Henry Dimbleby's Diary

 
'I can confirm that Beatles lovers like McDonald's, whereas Stones fans favour Burger King'
Henry Dimbleby10 April 2012

Babies have terrible timing. My wife Mima was supposed to have given birth to our third child two weeks ago. Instead, she had to be induced on the same week as the long-anticipated launch of our new menu at Leon. But even I know that it doesn't do to grumble about work while your wife is having her cervix pulled about so forcefully that the pain has made her glasses steam up. I am, in fact, quite a good birthing partner these days - so Mima tells me, and she is not one to spare the constructive criticism.

Practice makes perfect, I suppose, though this time I found myself feeling strangely self-conscious as I massaged and pep-talked and panted in sympathy. I realised afterwards that I was suffering from an excess of One Born Every Minute, the Channel 4 fly-on-the-wall series set on a labour ward. Mima made me watch every episode during this pregnancy, so that now the various stages of labour have become televisual clichés for me. Instead of just being an anxious husband, trying his best to support his wife, I felt I was playing the part, as seen on TV. On the plus side, I felt I was doing better than most of the fathers in the series. I'm thinking, with particular fondness, of the husband who blew up a surgical glove into a bulging blue coxcomb and playfully boffed his wife over the head with it. Reality TV gives us mercifully low standards to beat.

My week's paternity leave has largely been spent fussing quietly over the new Leon menu. My business partner John Vincent has masterminded this one, but I can't resist interfering. Being an entrepreneur is a bit like fatherhood; there's nothing 9-5 about it. The pride and worry are with you all the time.

John and I have always wanted Leon to be proper fast food, in the sense that it feels like fun. When we were little, our parents used to take us to fast-food restaurants for a once-a-term treat. For me it was the Putney Burger King, for John the McDonald's in Southgate. John used to get so excited beforehand that he'd lie on his back and wave his arms and legs in the air. What we're trying to do at Leon is produce good food that feels like a treat. The new menu includes baked fries - in a nostalgic 1970s-style waffle cut - and a poached egg topped with truffle gruyère for breakfast. If it makes you fall to the floor with your legs in the air, our work will be done.

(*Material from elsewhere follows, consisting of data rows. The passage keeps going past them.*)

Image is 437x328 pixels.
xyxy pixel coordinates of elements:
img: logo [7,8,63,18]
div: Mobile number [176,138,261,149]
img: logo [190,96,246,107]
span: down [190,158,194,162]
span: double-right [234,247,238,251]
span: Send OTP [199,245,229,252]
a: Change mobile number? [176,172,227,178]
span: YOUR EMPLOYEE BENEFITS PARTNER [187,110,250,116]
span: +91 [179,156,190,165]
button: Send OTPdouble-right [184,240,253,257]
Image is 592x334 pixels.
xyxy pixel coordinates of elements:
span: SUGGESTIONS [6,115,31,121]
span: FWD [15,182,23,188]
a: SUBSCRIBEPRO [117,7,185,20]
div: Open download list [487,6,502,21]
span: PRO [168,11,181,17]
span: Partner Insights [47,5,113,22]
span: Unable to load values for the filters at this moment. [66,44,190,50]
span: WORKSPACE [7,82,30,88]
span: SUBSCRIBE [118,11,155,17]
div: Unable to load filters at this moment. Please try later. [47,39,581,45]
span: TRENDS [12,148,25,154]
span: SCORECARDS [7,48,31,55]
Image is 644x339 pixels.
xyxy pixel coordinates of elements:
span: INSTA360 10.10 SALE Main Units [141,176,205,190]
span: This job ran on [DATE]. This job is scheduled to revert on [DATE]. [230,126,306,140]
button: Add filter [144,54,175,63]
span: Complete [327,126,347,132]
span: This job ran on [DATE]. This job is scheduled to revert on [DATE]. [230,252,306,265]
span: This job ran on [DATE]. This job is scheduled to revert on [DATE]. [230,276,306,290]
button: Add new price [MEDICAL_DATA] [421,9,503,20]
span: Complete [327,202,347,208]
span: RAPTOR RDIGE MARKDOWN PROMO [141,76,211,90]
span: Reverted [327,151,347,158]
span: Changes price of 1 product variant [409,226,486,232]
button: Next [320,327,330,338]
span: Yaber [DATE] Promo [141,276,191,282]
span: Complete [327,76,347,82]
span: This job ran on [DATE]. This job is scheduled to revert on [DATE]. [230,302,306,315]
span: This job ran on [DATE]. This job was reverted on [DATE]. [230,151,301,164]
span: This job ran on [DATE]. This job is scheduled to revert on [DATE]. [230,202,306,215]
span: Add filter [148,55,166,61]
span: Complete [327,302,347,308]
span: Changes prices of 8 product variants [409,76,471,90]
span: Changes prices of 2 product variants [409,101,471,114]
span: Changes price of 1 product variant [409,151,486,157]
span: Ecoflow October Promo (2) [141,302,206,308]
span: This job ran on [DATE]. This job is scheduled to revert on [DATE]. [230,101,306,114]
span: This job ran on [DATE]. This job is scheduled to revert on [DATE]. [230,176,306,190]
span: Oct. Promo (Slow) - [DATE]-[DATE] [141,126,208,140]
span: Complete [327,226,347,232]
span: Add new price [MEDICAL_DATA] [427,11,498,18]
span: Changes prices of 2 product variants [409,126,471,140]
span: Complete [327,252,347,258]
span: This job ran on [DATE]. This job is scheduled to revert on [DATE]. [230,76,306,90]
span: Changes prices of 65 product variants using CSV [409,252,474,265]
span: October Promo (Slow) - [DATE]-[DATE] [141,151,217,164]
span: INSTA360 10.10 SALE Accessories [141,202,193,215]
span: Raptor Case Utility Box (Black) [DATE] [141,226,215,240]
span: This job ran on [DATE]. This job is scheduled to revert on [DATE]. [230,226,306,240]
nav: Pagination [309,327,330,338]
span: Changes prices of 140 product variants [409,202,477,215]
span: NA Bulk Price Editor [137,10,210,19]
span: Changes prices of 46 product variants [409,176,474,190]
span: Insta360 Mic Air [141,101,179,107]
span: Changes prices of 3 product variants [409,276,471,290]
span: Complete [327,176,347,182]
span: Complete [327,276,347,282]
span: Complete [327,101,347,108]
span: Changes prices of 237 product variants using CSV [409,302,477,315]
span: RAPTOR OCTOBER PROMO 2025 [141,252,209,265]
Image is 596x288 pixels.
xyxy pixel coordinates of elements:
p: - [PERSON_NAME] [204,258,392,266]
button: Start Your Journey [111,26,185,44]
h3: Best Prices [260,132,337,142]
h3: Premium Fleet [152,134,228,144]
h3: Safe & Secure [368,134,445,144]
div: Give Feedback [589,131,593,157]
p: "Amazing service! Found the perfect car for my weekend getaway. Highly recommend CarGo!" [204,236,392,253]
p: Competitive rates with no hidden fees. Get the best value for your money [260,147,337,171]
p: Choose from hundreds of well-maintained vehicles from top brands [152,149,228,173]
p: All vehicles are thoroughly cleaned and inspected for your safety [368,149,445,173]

My friend Roly believes that you can divide everyone into two camps. On the one side: people who like The Beatles, cats and Tintin. On the other: those who prefer The Rolling Stones, dogs and Astérix. After extensive late-night straw polls I can confirm that this is broadly true - and also that Beatles lovers like McDonald's, whereas Stones fans favour Burger King.

We were lucky enough to have Mary Portas write some nice things about Leon last week in a newspaper. A friend, the chef/proprietor of one of London's best restaurants, tweeted me immediately: 'Phew! [The standard restaurateur's reaction to any decent review.] She's our scariest regular at the restaurant. Brilliant, though.'

A couple of months ago, Portas produced a report for the government on how to revive Britain's high streets. This is something that all fast-food businesses have a keen interest in: we rely largely on passing trade, so we need busy, vibrant high streets full of shops and offices. But while the business community is generally sceptical of the TV expert parachuted in to fix the world, Portas has real experience. She understands that for high streets to work, the shops must connect with passers-by. The other thing I like about her is that she hasn't given up hope in the face of the overwhelming economic advantage of out-of-town supermarkets and malls. As Steve Jobs said: 'The people who are crazy enough to think they can change the world are the ones who do.'

As I'm writing this, John has sent me an email entitled: 'The food in my dad's renal unit.' The attached photograph shows a picture of two plates on a plastic tray. One holds two grey scoops of mashed potato and a horizontal ooze of luminous yellow macaroni cheese. The other looks like packet trifle topped with packet custard. (Although it could be the by-product of a surgical procedure. I can't be sure.) Now, I'm no kidney surgeon, but it strikes me that a diet of unrelieved sugar and white flour is unlikely to benefit any hospital patient, let alone one with major organ failure. Despite the efforts of celebrity chefs, it seems this is one problem that reality TV can't solve. While the NHS doctors and nurses are busy saving patients' lives, its catering is still busy poisoning them.